Maryland officials opened six bids for five potential slot machine locations, far below expectations state leaders had going into the process.

The bids would cover 10,555 slot machines, well short of the 15,000 slot machines allowed under a resolution passed by Maryland voters in November.

“A difficult economic environment, in tandem with a high tax rate (67 percent on gross gaming revenues), likely limited the number of bidders in Maryland,” Deutsche Bank gaming analyst Bill Lerner told investors Tuesday.

Only one location, in Anne Arundel County, received more than one bid.

The only gaming company of note to enter the process was Penn National Gaming, which proposed a $75 million, 500-slot machine casino in Cecil County. Penn National said the company’s bid could expand to 1,000 slot machines, well below the 2,500 slot machines authorized for the location.

No company with Las Vegas ties bid for the Maryland slot machine licenses.

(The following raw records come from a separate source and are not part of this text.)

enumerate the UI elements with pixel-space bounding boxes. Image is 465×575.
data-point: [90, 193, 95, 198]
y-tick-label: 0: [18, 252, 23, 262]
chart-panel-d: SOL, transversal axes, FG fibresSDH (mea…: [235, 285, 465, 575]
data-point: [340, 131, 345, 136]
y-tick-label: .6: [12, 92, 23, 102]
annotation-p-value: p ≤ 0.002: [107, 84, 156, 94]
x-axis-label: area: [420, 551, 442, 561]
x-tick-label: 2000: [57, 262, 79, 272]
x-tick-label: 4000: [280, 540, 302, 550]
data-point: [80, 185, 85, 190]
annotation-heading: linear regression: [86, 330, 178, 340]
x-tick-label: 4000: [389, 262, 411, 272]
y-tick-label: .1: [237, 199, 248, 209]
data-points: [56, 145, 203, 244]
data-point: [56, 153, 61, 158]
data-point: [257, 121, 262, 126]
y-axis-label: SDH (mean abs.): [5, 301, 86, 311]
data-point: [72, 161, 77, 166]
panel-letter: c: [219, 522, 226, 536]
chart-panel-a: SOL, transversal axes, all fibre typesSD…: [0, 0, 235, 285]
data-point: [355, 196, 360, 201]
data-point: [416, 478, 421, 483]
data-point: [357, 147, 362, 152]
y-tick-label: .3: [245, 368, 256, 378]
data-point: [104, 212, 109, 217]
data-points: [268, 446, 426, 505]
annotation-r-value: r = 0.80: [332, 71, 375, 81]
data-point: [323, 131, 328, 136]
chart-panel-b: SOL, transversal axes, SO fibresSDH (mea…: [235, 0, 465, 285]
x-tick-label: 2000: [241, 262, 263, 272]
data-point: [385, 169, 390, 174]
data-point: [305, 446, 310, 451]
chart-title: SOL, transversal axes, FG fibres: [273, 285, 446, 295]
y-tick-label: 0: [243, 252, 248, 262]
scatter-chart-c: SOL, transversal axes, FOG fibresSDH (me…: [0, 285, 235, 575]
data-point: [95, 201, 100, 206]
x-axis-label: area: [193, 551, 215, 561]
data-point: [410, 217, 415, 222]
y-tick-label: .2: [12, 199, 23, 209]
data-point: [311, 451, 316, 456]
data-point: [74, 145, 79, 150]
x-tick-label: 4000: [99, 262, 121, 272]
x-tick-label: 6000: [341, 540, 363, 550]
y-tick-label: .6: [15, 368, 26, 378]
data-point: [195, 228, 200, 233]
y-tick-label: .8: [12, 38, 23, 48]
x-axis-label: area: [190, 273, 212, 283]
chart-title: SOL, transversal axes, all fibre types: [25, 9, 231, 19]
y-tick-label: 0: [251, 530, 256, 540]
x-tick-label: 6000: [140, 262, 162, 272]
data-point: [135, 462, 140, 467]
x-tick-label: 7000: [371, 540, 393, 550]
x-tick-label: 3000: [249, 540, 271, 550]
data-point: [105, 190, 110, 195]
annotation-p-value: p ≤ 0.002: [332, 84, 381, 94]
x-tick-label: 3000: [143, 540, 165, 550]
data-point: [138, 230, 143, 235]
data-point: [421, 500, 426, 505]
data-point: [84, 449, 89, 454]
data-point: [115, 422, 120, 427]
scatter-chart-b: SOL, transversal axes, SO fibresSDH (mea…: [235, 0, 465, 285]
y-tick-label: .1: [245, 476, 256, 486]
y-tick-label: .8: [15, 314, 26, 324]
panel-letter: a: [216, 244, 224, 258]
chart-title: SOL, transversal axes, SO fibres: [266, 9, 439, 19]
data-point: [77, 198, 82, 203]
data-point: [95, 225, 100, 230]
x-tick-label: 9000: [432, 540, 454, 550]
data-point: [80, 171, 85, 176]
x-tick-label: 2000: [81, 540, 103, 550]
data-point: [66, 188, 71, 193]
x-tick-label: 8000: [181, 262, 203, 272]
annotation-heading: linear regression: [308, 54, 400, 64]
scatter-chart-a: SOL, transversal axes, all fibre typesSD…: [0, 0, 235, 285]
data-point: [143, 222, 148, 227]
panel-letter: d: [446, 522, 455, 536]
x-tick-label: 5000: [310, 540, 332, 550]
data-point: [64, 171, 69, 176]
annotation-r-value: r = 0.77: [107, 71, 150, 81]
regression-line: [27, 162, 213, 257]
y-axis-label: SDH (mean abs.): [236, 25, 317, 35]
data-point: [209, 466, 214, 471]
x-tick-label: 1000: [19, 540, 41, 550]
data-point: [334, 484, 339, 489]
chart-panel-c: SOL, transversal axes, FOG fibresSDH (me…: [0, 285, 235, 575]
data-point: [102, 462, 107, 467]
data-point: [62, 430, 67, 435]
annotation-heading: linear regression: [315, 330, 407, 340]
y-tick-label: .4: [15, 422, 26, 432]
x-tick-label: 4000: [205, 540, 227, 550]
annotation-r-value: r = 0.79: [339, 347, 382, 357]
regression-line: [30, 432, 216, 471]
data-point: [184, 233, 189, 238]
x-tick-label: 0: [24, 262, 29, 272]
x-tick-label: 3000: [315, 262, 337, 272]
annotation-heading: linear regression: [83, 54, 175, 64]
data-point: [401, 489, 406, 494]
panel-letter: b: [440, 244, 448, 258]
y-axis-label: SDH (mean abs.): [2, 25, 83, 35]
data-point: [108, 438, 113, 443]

The speaker of the Maryland House of Delegates, Michael Busch, termed the proposals a good start to the process.

But a Bethesda, Md., gaming analyst told the Baltimore Sun the number of applications “has got to be highly disappointing to the state.”

Donald Fry, the chairman of Maryland’s gaming commission told the Gamblingcompliance.com Web site the downcast economy played a role in the lower than expected number of bids.